Dark also argues that the trial judge erred in refusing to order the government to turn over to defense counsel, as "statements" under the Jencks Act, the contents of IRS Special Agent Hollingsworth's case file after Hollingsworth's testimony at trial, without at least inspecting the file in camera to determine whether it contained any Jencks material. Agent Hollingsworth's written case reports are not his "statements" under 18 U.S.C. § 3500(e), and the trial court was under no obligation to examine the file in camera, since there was "no basis for belief that a Jencks Act `statement' existed other than those already furnished defense counsel." United States v. Nickell, 552 F.2d 684, 687-90 (6th Cir. 1977), cert. denied, 436 U.S. 904, 98 S.Ct. 2233, 56 L.Ed.2d 402 (1978).
Dark's two remaining claims of error are more troublesome. Both involve actions of the trial court, which, Dark argues, unfairly hampered the presentation of his defense.
Dark sought to introduce in evidence some of his personal financial records in an effort to corroborate his claim that his personal record-keeping system was so complicated that it would have been difficult, if not impossible, to prepare accurate tax returns by the dates required by law. The trial judge ruled that the records were irrelevant and refused to admit them. We think this was error. The records were plainly relevant to Dark's defense, lame though it might have been.

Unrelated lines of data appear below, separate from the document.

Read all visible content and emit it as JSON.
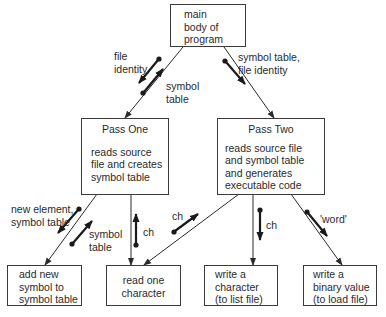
{
  "nodes": {
    "main": {
      "lines": [
        "main",
        "body of",
        "program"
      ]
    },
    "pass_one": {
      "title": "Pass One",
      "lines": [
        "reads source",
        "file and creates",
        "symbol table"
      ]
    },
    "pass_two": {
      "title": "Pass Two",
      "lines": [
        "reads source file",
        "and symbol table",
        "and generates",
        "executable code"
      ]
    },
    "add_symbol": {
      "lines": [
        "add new",
        "symbol to",
        "symbol table"
      ]
    },
    "read_char": {
      "lines": [
        "read one",
        "character"
      ]
    },
    "write_char": {
      "lines": [
        "write a",
        "character",
        "(to list file)"
      ]
    },
    "write_binary": {
      "lines": [
        "write a",
        "binary value",
        "(to load file)"
      ]
    }
  },
  "flows": {
    "main_to_pass_one_down": {
      "lines": [
        "file",
        "identity"
      ]
    },
    "main_to_pass_one_up": {
      "lines": [
        "symbol",
        "table"
      ]
    },
    "main_to_pass_two_down": {
      "lines": [
        "symbol table,",
        "file identity"
      ]
    },
    "pass_one_to_add_down": {
      "lines": [
        "new element,",
        "symbol table"
      ]
    },
    "pass_one_to_add_up": {
      "lines": [
        "symbol",
        "table"
      ]
    },
    "pass_one_to_read_up": {
      "lines": [
        "ch"
      ]
    },
    "pass_two_to_read_up": {
      "lines": [
        "ch"
      ]
    },
    "pass_two_to_write_char_down": {
      "lines": [
        "ch"
      ]
    },
    "pass_two_to_write_binary_down": {
      "lines": [
        "'word'"
      ]
    }
  }
}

The other incident occurred during the prosecutor's cross-examination of Dark. Dark testified, "I do not think I could have done [the 1973 and 1974 tax returns] under the circumstances under which I was laboring. On the due date my books were not in shape to file a tax return." At that point, the trial judge interrupted to ask the following question: "Well, the reason your books were not in shape is that you elected to spend time making money off somebody else and not keep your own books up, is that not correct?"

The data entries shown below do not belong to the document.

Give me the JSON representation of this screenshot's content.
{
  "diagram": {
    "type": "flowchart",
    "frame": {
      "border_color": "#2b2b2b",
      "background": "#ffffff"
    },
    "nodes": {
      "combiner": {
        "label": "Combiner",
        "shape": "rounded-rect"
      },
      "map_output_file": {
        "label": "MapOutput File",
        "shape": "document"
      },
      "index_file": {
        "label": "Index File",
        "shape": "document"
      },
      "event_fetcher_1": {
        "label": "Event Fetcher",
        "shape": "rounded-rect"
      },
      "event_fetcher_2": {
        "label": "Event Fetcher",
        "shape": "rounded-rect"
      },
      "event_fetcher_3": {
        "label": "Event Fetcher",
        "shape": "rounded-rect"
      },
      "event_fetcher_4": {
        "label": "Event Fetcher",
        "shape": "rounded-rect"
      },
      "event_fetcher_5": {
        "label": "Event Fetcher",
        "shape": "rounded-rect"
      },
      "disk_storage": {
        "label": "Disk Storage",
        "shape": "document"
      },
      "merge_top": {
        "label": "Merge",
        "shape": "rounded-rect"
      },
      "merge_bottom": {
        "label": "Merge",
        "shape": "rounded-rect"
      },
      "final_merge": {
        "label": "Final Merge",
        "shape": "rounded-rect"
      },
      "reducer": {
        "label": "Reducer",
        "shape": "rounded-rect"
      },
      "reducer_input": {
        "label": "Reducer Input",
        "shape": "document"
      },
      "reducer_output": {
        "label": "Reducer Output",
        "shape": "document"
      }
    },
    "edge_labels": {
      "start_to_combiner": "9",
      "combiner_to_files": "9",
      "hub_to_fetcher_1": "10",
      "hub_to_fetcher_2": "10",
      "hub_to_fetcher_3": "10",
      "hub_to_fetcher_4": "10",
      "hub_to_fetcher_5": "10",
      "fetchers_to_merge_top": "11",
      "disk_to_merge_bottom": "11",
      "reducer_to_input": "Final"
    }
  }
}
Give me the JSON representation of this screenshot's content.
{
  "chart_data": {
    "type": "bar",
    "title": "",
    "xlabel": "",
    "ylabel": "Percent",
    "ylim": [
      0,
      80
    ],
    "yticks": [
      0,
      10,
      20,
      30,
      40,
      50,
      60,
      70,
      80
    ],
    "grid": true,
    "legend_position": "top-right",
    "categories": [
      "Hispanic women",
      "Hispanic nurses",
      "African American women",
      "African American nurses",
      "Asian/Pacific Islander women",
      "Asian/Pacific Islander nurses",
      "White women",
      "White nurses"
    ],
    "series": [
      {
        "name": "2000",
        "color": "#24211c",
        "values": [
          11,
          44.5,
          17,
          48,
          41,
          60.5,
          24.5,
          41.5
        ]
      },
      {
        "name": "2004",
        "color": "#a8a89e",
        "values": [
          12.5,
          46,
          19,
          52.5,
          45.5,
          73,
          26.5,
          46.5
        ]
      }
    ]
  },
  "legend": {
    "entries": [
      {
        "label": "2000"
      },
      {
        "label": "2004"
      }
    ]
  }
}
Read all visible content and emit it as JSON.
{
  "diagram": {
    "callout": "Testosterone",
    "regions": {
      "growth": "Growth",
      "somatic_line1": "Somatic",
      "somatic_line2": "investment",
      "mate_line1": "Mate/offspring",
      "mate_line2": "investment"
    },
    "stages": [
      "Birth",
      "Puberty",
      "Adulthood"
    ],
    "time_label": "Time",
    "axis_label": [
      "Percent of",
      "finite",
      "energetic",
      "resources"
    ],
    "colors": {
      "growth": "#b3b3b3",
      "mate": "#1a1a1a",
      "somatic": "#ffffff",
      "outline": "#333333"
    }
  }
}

This Court has only recently had occasion to observe that "potential prejudice lurks behind every intrusion into a trial made by a presiding judge" and that, when such intrusion occurs, the judge must "sedulously avoid all appearances of advocacy as to those questions which are ultimately to be submitted to the jury." United States v. Hickman, 592 F.2d 931, 933 (6th Cir. 1979). The question propounded by the trial judge here came dangerously close to violating this principle, for it could have created the impression in the minds of the jurors that the trial judge was unsympathetic to Dark's defense, a matter which was for the jury, and the jury alone, to evaluate.
In light of the overwhelming evidence of Dark's guilt, however, we do not believe that either the erroneous exclusion of Dark's financial records or the trial judge's isolated intrusion into the cross-examination of Dark affected Dark's substantial rights. Rule 52, Fed.R.Crim.P.
Accordingly, it is Ordered that the judgment of conviction be, and hereby is, Affirmed.